Rockwood believed that American inaction in the face of human rights abuses was contrary to international law. His repeated attempts to get his superiors to intervene to improve the degraded conditions of Haiti’s prisons were rebuffed and Rockwood was ordered to cease his investigation. Believing the order to cease was an unlawful one, Rockwood dressed in full battle-gear and attempted to inspect the National Penitentiary, where 85 percent of the prisoners were political prisoners.

The Haitian warden prevented Rockwood from inspecting the prison in its entirety, but even in his brief tour produced evidence of mistreatment. The intervention of the U.S. military attaché convinced Rockwood to return to base. Given the choice of resigning or facing a court martial, Rockwood chose the latter. He told the court, “I am personally responsible for carrying out international law… That is the Nuremberg principle.”
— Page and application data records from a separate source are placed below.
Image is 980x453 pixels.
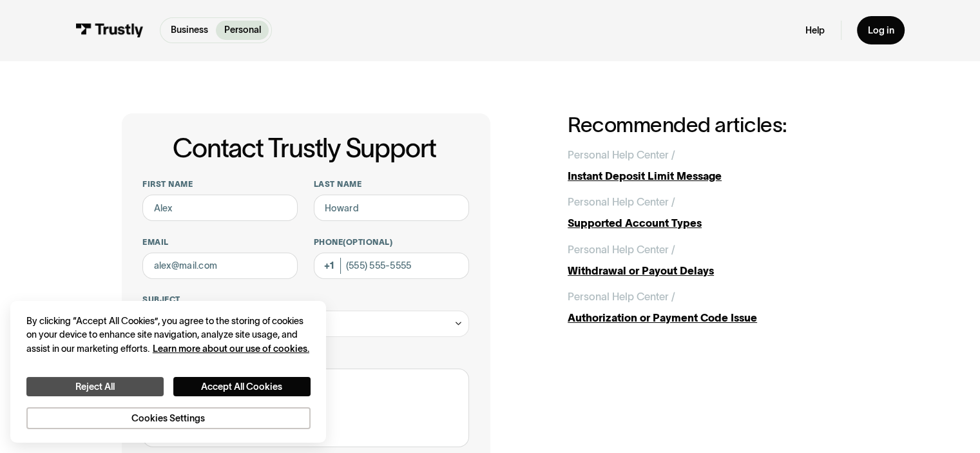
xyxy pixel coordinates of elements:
[26,315,310,430] div: Privacy
[568,242,676,258] div: Personal Help Center /
[143,294,468,304] label: Subject
[857,16,905,44] a: Log in
[26,407,310,430] button: Cookies Settings
[143,237,298,247] label: Email
[568,147,859,184] a: Personal Help Center /Instant Deposit Limit Message
[568,288,676,304] div: Personal Help Center /
[75,23,143,37] img: Trustly Logo
[26,315,310,356] div: By clicking “Accept All Cookies”, you agree to the storing of cookies on your device to enhance s...
[568,168,859,184] div: Instant Deposit Limit Message
[568,310,859,326] div: Authorization or Payment Code Issue
[568,147,676,163] div: Personal Help Center /
[163,20,217,40] a: Business
[153,343,310,353] a: More information about your privacy, opens in a new tab
[10,301,326,442] div: Cookie banner
[216,20,269,40] a: Personal
[314,237,469,247] label: Phone
[568,194,859,231] a: Personal Help Center /Supported Account Types
[568,263,859,279] div: Withdrawal or Payout Delays
[568,113,859,137] h2: Recommended articles:
[143,252,298,279] input: alex@mail.com
[867,24,894,37] div: Log in
[568,215,859,231] div: Supported Account Types
[805,24,825,37] a: Help
[143,179,298,190] label: First name
[314,195,469,221] input: Howard
[143,195,298,221] input: Alex
[26,377,164,397] button: Reject All
[224,23,261,37] p: Personal
[314,179,469,190] label: Last name
[568,242,859,278] a: Personal Help Center /Withdrawal or Payout Delays
[343,238,392,246] span: (Optional)
[568,288,859,326] a: Personal Help Center /Authorization or Payment Code Issue
[171,23,208,37] p: Business
[314,252,469,279] input: (555) 555-5555
[140,134,468,163] h1: Contact Trustly Support
[568,194,676,210] div: Personal Help Center /
[173,377,310,397] button: Accept All Cookies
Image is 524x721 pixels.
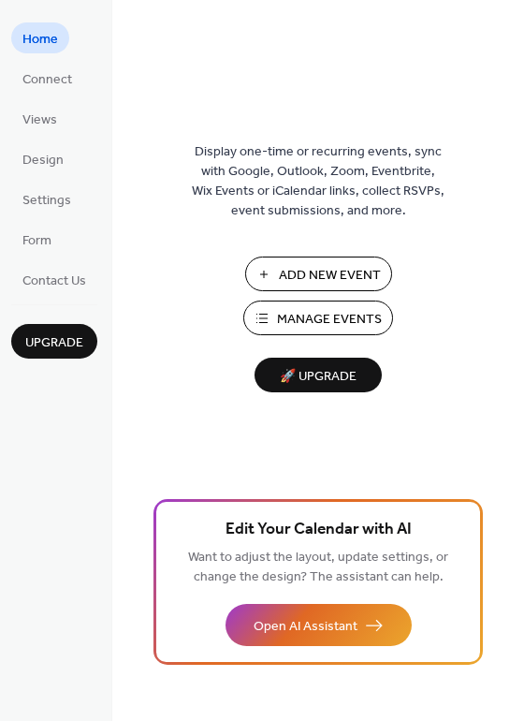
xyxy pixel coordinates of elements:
[11,324,97,358] button: Upgrade
[192,142,445,221] span: Display one-time or recurring events, sync with Google, Outlook, Zoom, Eventbrite, Wix Events or ...
[22,231,51,251] span: Form
[22,110,57,130] span: Views
[22,70,72,90] span: Connect
[11,183,82,214] a: Settings
[226,517,412,543] span: Edit Your Calendar with AI
[255,357,382,392] button: 🚀 Upgrade
[22,151,64,170] span: Design
[22,271,86,291] span: Contact Us
[22,30,58,50] span: Home
[11,22,69,53] a: Home
[226,604,412,646] button: Open AI Assistant
[243,300,393,335] button: Manage Events
[254,617,357,636] span: Open AI Assistant
[25,333,83,353] span: Upgrade
[266,364,371,389] span: 🚀 Upgrade
[277,310,382,329] span: Manage Events
[188,545,448,590] span: Want to adjust the layout, update settings, or change the design? The assistant can help.
[279,266,381,285] span: Add New Event
[11,224,63,255] a: Form
[245,256,392,291] button: Add New Event
[11,63,83,94] a: Connect
[11,143,75,174] a: Design
[22,191,71,211] span: Settings
[11,264,97,295] a: Contact Us
[11,103,68,134] a: Views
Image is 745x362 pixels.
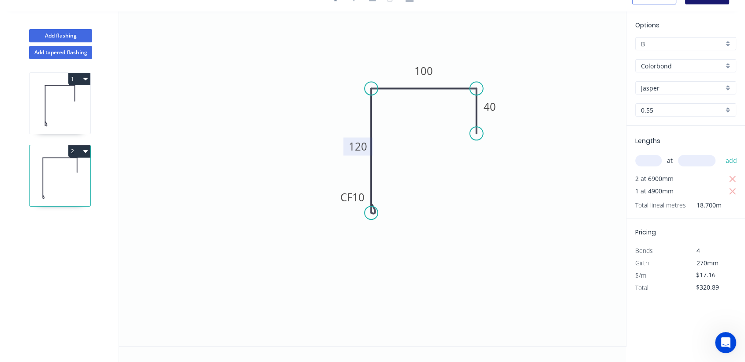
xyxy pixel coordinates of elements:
[68,73,90,85] button: 1
[686,199,722,211] span: 18.700m
[721,153,742,168] button: add
[636,228,656,236] span: Pricing
[29,46,92,59] button: Add tapered flashing
[352,190,365,204] tspan: 10
[415,64,433,78] tspan: 100
[636,136,661,145] span: Lengths
[340,190,352,204] tspan: CF
[636,185,674,197] span: 1 at 4900mm
[641,83,724,93] input: Colour
[641,61,724,71] input: Material
[641,39,724,49] input: Price level
[349,139,367,153] tspan: 120
[641,105,724,115] input: Thickness
[636,283,649,292] span: Total
[636,172,674,185] span: 2 at 6900mm
[636,258,649,267] span: Girth
[636,271,647,279] span: $/m
[636,246,653,254] span: Bends
[119,11,626,346] svg: 0
[667,154,673,167] span: at
[636,199,686,211] span: Total lineal metres
[68,145,90,157] button: 2
[484,99,496,114] tspan: 40
[636,21,660,30] span: Options
[29,29,92,42] button: Add flashing
[715,332,737,353] iframe: Intercom live chat
[697,246,700,254] span: 4
[697,258,719,267] span: 270mm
After a trial at which any discussion of human rights violations was disallowed, Rockwood was convicted of numerous offenses. He was dismissed from the army and forfeited all pay, despite the fact that all of his criticisms of the prisons were later held to be valid.

None of this bodes well for the soldiers who are facing court martial for their roles in Abu Ghraib. The U.S. military and government in general want to maintain control of the situation, not protect human rights. Few people are as forthright and impolitic as Oklahoma’s Sen. James Inhofe, who dismissed people interested in investigating what is done in our name as “humanitarian do-gooders,” but his views are clearly widely shared in the country and the current administration.

So where does it leave us as a society if we punish those who carry out unlawful orders and those who disobey unlawful orders? It’s not clear, but it is certain that even if all the accused soldiers are convicted, most of the world will see it as a cover-up as long as no senior civilian official resigns or is fired. Of course, taking responsibility for things that go wrong has not been a hallmark of this administration.

Despite President Bush’s penchant for disregarding international agreements, his virtual abandonment of the Geneva Convention is still surprising, not least of all for the precedent it sets for our own military personal when they are captured by hostile forces. How will the U.S. public react when we’re told that captured Americans are not civilian contactors or POW’s, but rather “enemy combatants” and therefore not protected by Geneva and international law?

Unfortunately for the soldiers on trial, and even more so for those Iraqis who were abused and humiliated while detained without the benefit of trial or due process, it’s unlikely that our approach to international law is going to change while the current administration is in power. We will continue to act as if international law is something for lesser countries to obey and we will continue to squander the reservoir of good will that we possessed after September 11, 2001.